Woodstock is remembered as the last big manifestation of the hippie dream before it started to fade with events like California’s Altamont concert, less than four months later. That’s understandable: there was a lot of positivity at Woodstock and a lot of music about peace and love; and half a million people really did get along for three days without any major disasters.
But it’s not just the announcements about bad acid here that hint at something less than total harmony and bliss. There are repeated (and apparently largely ignored) pleas for people to move away from areas where they are obscuring views for others or posing danger to themselves, for example. And there’s the time Yippie Abbie Hoffman jumps onstage in the middle of the Who’s set to proclaim, “I think this is a pile of shit while [White Panther Party leader] John Sinclair rots in prison!” Replies Pete Townshend: “Fuck off my fucking stage!”

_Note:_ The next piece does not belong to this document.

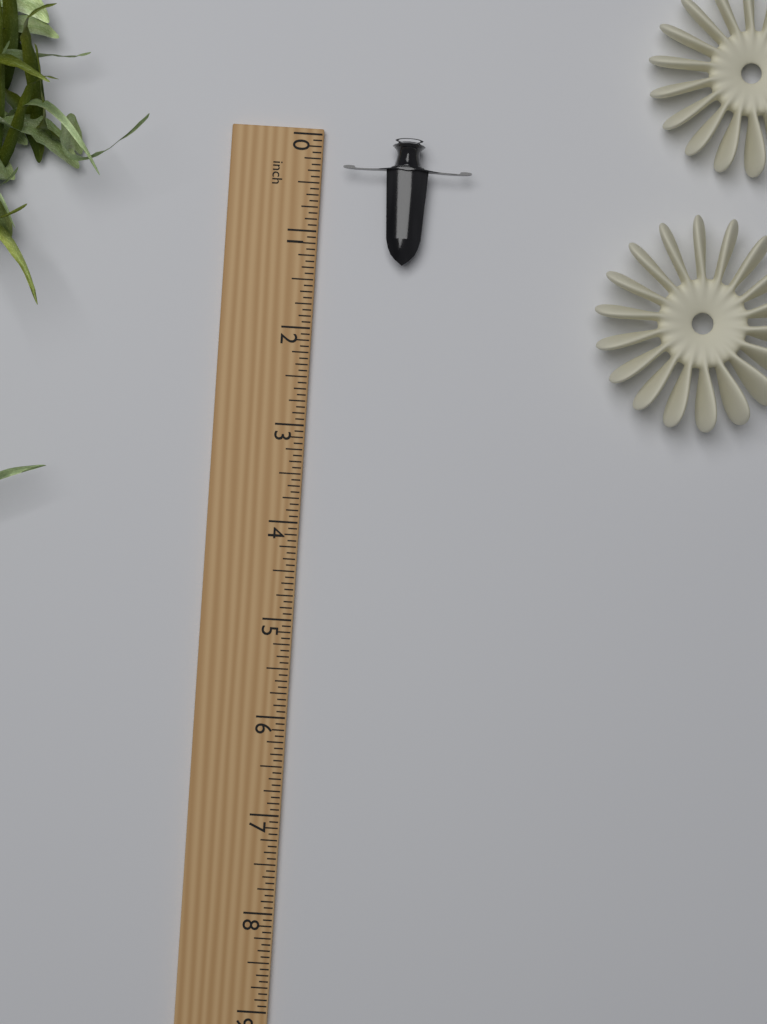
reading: 1.3125 inch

Watch the Who perform “My Generation” at Woodstock
The producers worked on assembling this collection since 2005, and the job wasn’t easy. As coproducer Andy Zax reports in the accompanying book, “Reconstructing the Woodstock audio has been a long series of challenges, the most time-consuming of which has been the seemingly basic job of figuring out where everything is. Eric Blackstead’s liner notes on the back cover of the original Woodstock soundtrack mention that the original set of Woodstock tapes consisted of 65 multitrack reels (the actual number was probably slightly higher), but that doesn’t include the additional 100 or so soundboard reels the crew recorded. There was never a single moment when all of those reels were assembled in one place. Some were removed before the festival had even ended. Still more tapes were sent to various labels, managers and the artists themselves. Others just vanished.”
Once Zax and coproducer Steve Woodard located everything and put it in chronological order, they faced the additional large task of cleaning up the sound, which they did masterfully. Clearly, they treated the material as the valuable historical artifact that it is. One evidence of their attention to detail is in the liner notes, where they apologize for the sound quality of Melanie’s set (which isn’t really all that bad) and explain that while they’ve included all the festival’s live music, licensing difficulties prevented them from also featuring the recordings that were played over the sound system between sets. (They do name them, however, for the sake of any fanatics who’d like to replicate that experience at home.).
What is included is a ton of great music. And you won’t even need an umbrella to stay dry while you experience it.
Watch Richie Havens perform “Freedom” during his festival-opening set
The Director’s Cut of the 1970 Woodstock film will be presented in theaters for one showing on August 15. Tickets are available here.
A new documentary, Woodstock: Three Days That Defined a Generation, will debut on PBS on August 6 at 9 p.m. ET.